The Cost Nobody Shows in the Headline Numbers
Prop firms compete aggressively on advertised profit splits, evaluation pricing, and drawdown limits. The number that does not appear on any comparison chart — but that directly affects your actual profitability — is slippage.
For a trader executing 200 trades per month, average slippage of 0.5 pips per trade represents 100 pips of execution cost that is never reflected in backtests run on historical prices. At typical position sizes on a $100,000 funded account, 100 pips is $1,000 — potentially the difference between a profitable month and a loss.
Understanding and managing slippage is not optional for serious prop traders. It is core risk management.
What Slippage Is
Slippage is the difference between the price you expected to receive when placing an order and the price you actually received when the order was executed. It occurs because:
Price moves between order submission and execution. In fast-moving markets, prices change in the microseconds between when your order is received and when it is matched. The market moved against you before your order could be filled.
Your desired price is not available at the required size. If you want to buy 5 lots of EUR/USD at 1.08500, but only 2 lots are available at that price, the remaining 3 lots must be filled at higher prices. This is liquidity slippage.
The spread widens during your order execution. Particularly common around high-impact news events, where the bid-ask spread can expand from 0.5 pips to 5+ pips in milliseconds. Your market order is filled at the widened spread price.
Types of Orders and Their Slippage Profiles
Market orders are most vulnerable to slippage. When you click buy or sell at market, you accept whatever price is currently available. During fast markets, this can deviate significantly from the displayed price.
Limit orders specify a maximum buy price or minimum sell price. They do not experience positive slippage (getting filled at a better price than requested) but eliminate negative slippage by definition — if your limit price is not available, the order is not filled. The trade-off: some setups that would have been profitable are never entered because the limit price is not reached.
Stop orders (used for both stop-entry and stop-loss) convert to market orders when triggered and are therefore subject to full market order slippage. Stop losses in particular can experience significant slippage during sharp moves or news events.
How to Measure Slippage on Your Prop Account
Most trading platforms record actual fill prices. Measuring your slippage requires:
- After each market order fill, note the displayed price at the moment you submitted the order
- Compare to the actual fill price from your trade history
- Record the difference (in pips or points) for each trade
- Average across 50+ trades to identify your systematic slippage level
Anything above 0.5-0.8 pips average slippage on major forex pairs during liquid hours indicates an execution environment that is not best-execution quality. Above 1.5 pips average slippage warrants direct follow-up with the firm about their execution infrastructure.
Slippage Across Prop Firm Platforms
Not all prop firms offer equivalent execution quality. Based on community data and independent testing:
Lower slippage environments:
- FTMO using cTrader — near-market execution quality, reliable fills on major pairs
- FundedNext using DXtrade — competitive execution with good fill quality on standard pairs
- Futures prop firms using Rithmic — direct exchange access provides best-in-class futures execution
Higher slippage risk environments:
- Smaller or newer prop firms running on white-label broker infrastructure with less direct exchange access
- Any platform during news events without appropriate price protection mechanisms
Strategies to Minimize Slippage Impact
Trade during peak liquidity windows. EUR/USD, GBP/USD, and other major pairs have the tightest spreads and deepest order books during the London-New York session overlap (8am-12pm EST). Trading during these windows minimizes both spread and slippage costs.
Use limit orders where your strategy allows. Entry by limit order eliminates negative slippage on entries. For strategies where precise entry timing allows limit placement, this is one of the highest-value execution improvements available.
Size down during high-impact news events. If you choose to trade through news events, reducing position size limits the total dollar value of adverse slippage when fills are poor.
Avoid trading in the first 5-10 minutes after a news release. During the immediate post-release period, liquidity temporarily degrades and slippage is highest. Waiting for the market to reprice and liquidity to return before entering gives you significantly better fill quality.
Monitor your firm’s execution during different market conditions. Build a personal database of your actual fill quality across different conditions. If your prop firm’s execution degrades significantly during specific conditions, incorporate that awareness into your trading rules.
Slippage is a permanent feature of live trading. What separates professional prop traders from casual traders is not the elimination of slippage — it is the systematic management of it as a known and quantifiable trading cost.
Explore more on GoPropReels — forex firms, futures firms, all coupons. Top picks: FTMO (ftmo.com), Apex, FundedNext, Topstep.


Task item
Read the lines below. Copy out any that hold the string "callout".

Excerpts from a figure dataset
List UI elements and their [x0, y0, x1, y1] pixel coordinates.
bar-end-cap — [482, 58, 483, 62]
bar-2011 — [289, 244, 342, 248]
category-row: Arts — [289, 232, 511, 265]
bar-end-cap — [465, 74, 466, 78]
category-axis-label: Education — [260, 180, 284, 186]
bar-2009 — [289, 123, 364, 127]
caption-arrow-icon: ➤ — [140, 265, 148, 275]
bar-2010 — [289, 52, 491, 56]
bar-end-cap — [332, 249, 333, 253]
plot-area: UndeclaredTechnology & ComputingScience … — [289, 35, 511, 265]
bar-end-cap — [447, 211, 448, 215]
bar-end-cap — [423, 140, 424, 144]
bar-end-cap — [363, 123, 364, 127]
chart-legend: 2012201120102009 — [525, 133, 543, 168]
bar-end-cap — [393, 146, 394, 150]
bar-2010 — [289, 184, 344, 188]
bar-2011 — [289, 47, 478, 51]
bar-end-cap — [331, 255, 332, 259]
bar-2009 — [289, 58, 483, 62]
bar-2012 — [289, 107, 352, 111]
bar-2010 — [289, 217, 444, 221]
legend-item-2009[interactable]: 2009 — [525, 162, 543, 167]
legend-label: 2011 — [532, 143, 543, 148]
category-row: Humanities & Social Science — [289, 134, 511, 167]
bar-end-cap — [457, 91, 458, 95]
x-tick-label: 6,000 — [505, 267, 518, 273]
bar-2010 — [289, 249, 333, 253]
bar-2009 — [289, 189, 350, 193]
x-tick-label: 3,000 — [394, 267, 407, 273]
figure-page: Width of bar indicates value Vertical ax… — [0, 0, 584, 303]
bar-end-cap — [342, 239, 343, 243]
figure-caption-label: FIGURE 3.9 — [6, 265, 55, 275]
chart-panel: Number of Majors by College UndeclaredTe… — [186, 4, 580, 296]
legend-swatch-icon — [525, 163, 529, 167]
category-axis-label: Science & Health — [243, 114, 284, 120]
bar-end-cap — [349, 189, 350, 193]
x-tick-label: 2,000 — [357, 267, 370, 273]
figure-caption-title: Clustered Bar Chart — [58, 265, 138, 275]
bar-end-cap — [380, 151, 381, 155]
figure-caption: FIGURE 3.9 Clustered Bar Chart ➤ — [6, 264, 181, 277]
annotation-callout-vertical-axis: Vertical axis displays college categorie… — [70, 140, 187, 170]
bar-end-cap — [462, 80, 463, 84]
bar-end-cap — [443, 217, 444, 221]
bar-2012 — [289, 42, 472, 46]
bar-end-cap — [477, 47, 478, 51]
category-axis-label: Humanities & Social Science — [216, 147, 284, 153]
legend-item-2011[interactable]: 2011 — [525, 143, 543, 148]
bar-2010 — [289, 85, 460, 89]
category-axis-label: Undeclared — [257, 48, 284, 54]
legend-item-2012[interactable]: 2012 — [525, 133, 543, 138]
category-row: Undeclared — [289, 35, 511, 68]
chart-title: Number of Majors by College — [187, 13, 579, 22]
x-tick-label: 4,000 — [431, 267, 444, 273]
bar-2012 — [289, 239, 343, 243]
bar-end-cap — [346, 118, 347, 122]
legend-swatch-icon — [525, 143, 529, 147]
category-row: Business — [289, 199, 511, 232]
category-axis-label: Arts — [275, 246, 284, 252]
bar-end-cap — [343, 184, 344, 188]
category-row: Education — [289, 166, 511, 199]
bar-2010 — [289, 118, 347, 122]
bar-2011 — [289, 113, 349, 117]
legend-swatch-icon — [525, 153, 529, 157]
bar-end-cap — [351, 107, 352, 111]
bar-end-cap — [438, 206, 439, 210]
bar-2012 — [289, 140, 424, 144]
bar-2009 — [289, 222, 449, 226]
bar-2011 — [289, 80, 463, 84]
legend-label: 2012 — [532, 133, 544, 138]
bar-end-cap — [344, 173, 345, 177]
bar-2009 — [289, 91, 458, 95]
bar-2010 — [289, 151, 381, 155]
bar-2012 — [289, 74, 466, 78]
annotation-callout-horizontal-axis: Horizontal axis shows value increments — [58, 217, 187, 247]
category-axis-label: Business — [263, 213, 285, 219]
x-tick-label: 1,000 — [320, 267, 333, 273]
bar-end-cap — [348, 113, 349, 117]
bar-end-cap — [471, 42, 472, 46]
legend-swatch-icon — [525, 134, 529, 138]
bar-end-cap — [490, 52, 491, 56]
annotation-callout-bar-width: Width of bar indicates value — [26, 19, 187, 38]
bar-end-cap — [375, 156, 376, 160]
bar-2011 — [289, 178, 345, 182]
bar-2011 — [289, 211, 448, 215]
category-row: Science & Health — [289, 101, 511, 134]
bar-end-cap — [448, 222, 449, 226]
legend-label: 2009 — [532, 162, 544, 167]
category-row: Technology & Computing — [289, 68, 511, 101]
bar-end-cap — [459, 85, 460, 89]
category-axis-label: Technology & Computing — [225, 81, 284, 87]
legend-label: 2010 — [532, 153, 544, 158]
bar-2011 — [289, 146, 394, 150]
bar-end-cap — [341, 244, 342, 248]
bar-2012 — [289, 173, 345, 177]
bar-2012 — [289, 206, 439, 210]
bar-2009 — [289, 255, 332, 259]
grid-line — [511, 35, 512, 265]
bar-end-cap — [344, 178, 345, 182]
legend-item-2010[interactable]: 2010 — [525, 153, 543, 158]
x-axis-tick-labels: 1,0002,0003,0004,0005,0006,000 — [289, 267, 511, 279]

Answer
annotation-callout-vertical-axis: Vertical axis displays college categorie… — [70, 140, 187, 170]
annotation-callout-horizontal-axis: Horizontal axis shows value increments — [58, 217, 187, 247]
annotation-callout-bar-width: Width of bar indicates value — [26, 19, 187, 38]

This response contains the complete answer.